Maytag, established by the son of the Maytag Appliance Company founder in the early 1900’s as a dairy farm, produced and bottled milk from their award-winning herd of Holsteins. Intrigued by Iowa State University’s new process of producing Roquefort cheese from cow’s milk rather from the traditional sheep’s milk, Fred Maytag converted the farm’s bottling plant into a cheese factory and in 1941 began producing an American Blue Cheese. Many awards and kudos later, the Maytag Dairy Farm is still producing America’s best blue cheese, by hand, in the original factory and hillside caves where the process began 67 years ago. The company has been quietly creating and selling their product, without advertising or a sales staff, and has managed to keep their family-owned company personal and friendly. Stopping in near closing hour on a Saturday morning, we were treated to a personal visit and tour of their facility by their energetic president, Verna Ver Ploeg.

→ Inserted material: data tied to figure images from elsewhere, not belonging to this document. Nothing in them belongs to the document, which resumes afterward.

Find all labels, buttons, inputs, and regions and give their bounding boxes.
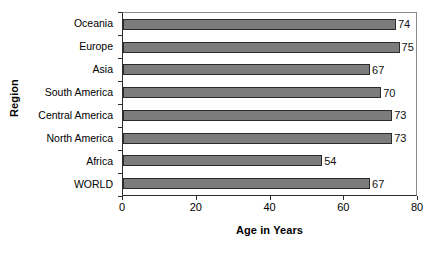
y-tick-label: Africa	[22, 150, 118, 173]
y-axis-tick-labels: Oceania Europe Asia South America Centra…	[22, 12, 118, 196]
x-axis-tick-label: 40	[263, 201, 275, 214]
y-axis-tick	[118, 173, 122, 174]
bar-row: 74	[123, 13, 416, 36]
bar-value-label: 74	[398, 19, 410, 30]
bar-asia: 67	[123, 64, 370, 75]
y-axis-tick	[118, 104, 122, 105]
y-axis-tick	[118, 150, 122, 151]
y-tick-label: North America	[22, 127, 118, 150]
y-axis-tick	[118, 58, 122, 59]
y-axis-tick	[118, 35, 122, 36]
bar-central-america: 73	[123, 110, 392, 121]
x-axis-tick	[196, 196, 197, 200]
bar-europe: 75	[123, 42, 400, 53]
x-axis-tick	[343, 196, 344, 200]
y-axis-tick	[118, 127, 122, 128]
bar-value-label: 67	[372, 178, 384, 189]
y-axis-title: Region	[6, 0, 22, 196]
y-tick-label: WORLD	[22, 173, 118, 196]
y-axis-ticks	[122, 12, 127, 196]
plot-area: 74 75 67 70 73	[122, 12, 417, 196]
x-axis-tick-labels: 020406080	[122, 201, 417, 217]
y-tick-label: Central America	[22, 104, 118, 127]
bar-north-america: 73	[123, 133, 392, 144]
bar-row: 67	[123, 172, 416, 195]
bar-value-label: 75	[402, 42, 414, 53]
bar-value-label: 70	[383, 87, 395, 98]
x-axis-tick-label: 0	[119, 201, 125, 214]
x-axis-tick-label: 60	[337, 201, 349, 214]
y-axis-tick	[118, 81, 122, 82]
bar-africa: 54	[123, 155, 322, 166]
x-axis-title: Age in Years	[122, 224, 417, 236]
bar-row: 54	[123, 150, 416, 173]
bar-value-label: 54	[324, 155, 336, 166]
bar-value-label: 73	[394, 110, 406, 121]
x-axis-tick-label: 80	[411, 201, 423, 214]
x-axis-tick-label: 20	[190, 201, 202, 214]
y-axis-title-text: Region	[8, 79, 20, 117]
y-tick-label: Europe	[22, 35, 118, 58]
bar-row: 75	[123, 36, 416, 59]
y-tick-label: Oceania	[22, 12, 118, 35]
bar-row: 73	[123, 127, 416, 150]
bar-world: 67	[123, 178, 370, 189]
bar-oceania: 74	[123, 19, 396, 30]
bar-row: 73	[123, 104, 416, 127]
bar-row: 70	[123, 81, 416, 104]
bar-south-america: 70	[123, 87, 381, 98]
x-axis-tick	[122, 196, 123, 200]
y-tick-label: Asia	[22, 58, 118, 81]
bar-value-label: 67	[372, 64, 384, 75]
bar-value-label: 73	[394, 133, 406, 144]
y-tick-label: South America	[22, 81, 118, 104]
x-axis-tick	[270, 196, 271, 200]
bar-row: 67	[123, 59, 416, 82]
y-axis-tick	[118, 12, 122, 13]
bars-layer: 74 75 67 70 73	[123, 13, 416, 195]
x-axis-tick	[417, 196, 418, 200]
bar-chart-figure: Region Oceania Europe Asia South America…	[0, 0, 437, 259]
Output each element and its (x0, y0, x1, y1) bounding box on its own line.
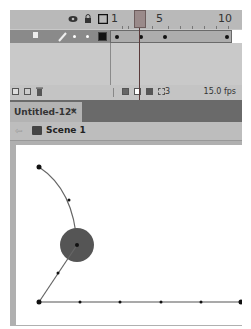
outline-icon[interactable] (98, 14, 108, 24)
path-point[interactable] (37, 300, 42, 305)
ground-point[interactable] (239, 300, 243, 305)
new-folder-icon[interactable] (24, 88, 31, 95)
tick (228, 26, 229, 29)
stage-drawing (16, 145, 242, 325)
path-point[interactable] (37, 165, 42, 170)
layer-name-area[interactable] (10, 30, 110, 43)
tick (168, 26, 169, 29)
delete-icon[interactable] (36, 87, 43, 97)
tick (152, 26, 153, 29)
tick (204, 26, 205, 29)
stage-area (10, 141, 242, 326)
layer-row[interactable] (10, 30, 242, 43)
outline-color-swatch[interactable] (98, 32, 107, 41)
lock-dot[interactable] (86, 35, 89, 38)
frame-number-10: 10 (218, 12, 232, 25)
flash-app: 1 5 10 (10, 10, 242, 326)
onion-skin-icon[interactable] (122, 88, 129, 95)
center-frame-icon[interactable] (113, 88, 114, 97)
tick (180, 26, 181, 29)
playhead-line (139, 28, 140, 100)
path-point[interactable] (68, 199, 71, 202)
back-arrow-icon[interactable]: ⇦ (15, 126, 23, 136)
visibility-dot[interactable] (73, 35, 76, 38)
pencil-icon (58, 31, 68, 42)
new-layer-icon[interactable] (12, 88, 19, 95)
frames-empty (232, 30, 242, 43)
ground-point[interactable] (79, 301, 82, 304)
scene-label[interactable]: Scene 1 (46, 125, 86, 135)
layer-frames[interactable] (110, 30, 232, 43)
tick (216, 26, 217, 29)
layer-icon (32, 31, 40, 40)
frame-number-1: 1 (111, 12, 118, 25)
tick (122, 26, 123, 29)
keyframe[interactable] (163, 35, 167, 39)
close-icon[interactable]: × (70, 106, 78, 116)
keyframe[interactable] (115, 35, 119, 39)
tick (128, 26, 129, 29)
tab-title: Untitled-12* (14, 107, 76, 117)
document-tab-bar: Untitled-12* × (10, 100, 242, 122)
eye-icon[interactable] (68, 14, 78, 24)
timeline-header: 1 5 10 (10, 10, 242, 29)
lock-icon[interactable] (83, 14, 93, 24)
scene-bar: ⇦ Scene 1 (10, 122, 242, 141)
frame-number-5: 5 (156, 12, 163, 25)
document-tab[interactable]: Untitled-12* × (10, 102, 82, 122)
tick (192, 26, 193, 29)
frame-rate[interactable]: 15.0 fps (204, 87, 236, 96)
ground-point[interactable] (200, 301, 203, 304)
edit-multiple-frames-icon[interactable] (146, 88, 153, 95)
keyframe[interactable] (225, 35, 229, 39)
modify-markers-icon[interactable] (158, 88, 165, 95)
ground-point[interactable] (160, 301, 163, 304)
path-point[interactable] (57, 272, 60, 275)
layers-empty-area (10, 43, 242, 85)
timeline-toolbar: 3 15.0 fps (10, 85, 242, 100)
stage[interactable] (16, 145, 242, 325)
playhead[interactable] (134, 10, 146, 28)
path-point[interactable] (75, 243, 79, 247)
clapperboard-icon (32, 126, 42, 135)
ground-point[interactable] (119, 301, 122, 304)
current-frame-count: 3 (165, 87, 170, 96)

It’s possible now to buy Maytag Blue Cheese through their web site, but if you are anywhere near Newton, Iowa, it’s a treat to experience the friendliness and sincerity of the Maytag employees and to see the small quality company that produces the country’s best blue cheese. You can also take home a supply to give to all of your friends and neighbors for 40 - 50% less than ordering and having it shipped. Trust me, they will be impressed!
Maytag Dairy Farm’s Famous Blue Cheese
www.maytagblue.com
Directions: Take exit 164 (Iowa 14, US 6) at Newton, 2 mi. north, turn east at intersection of F36 and Iowa 14 and follow the Maytag signs. See map here.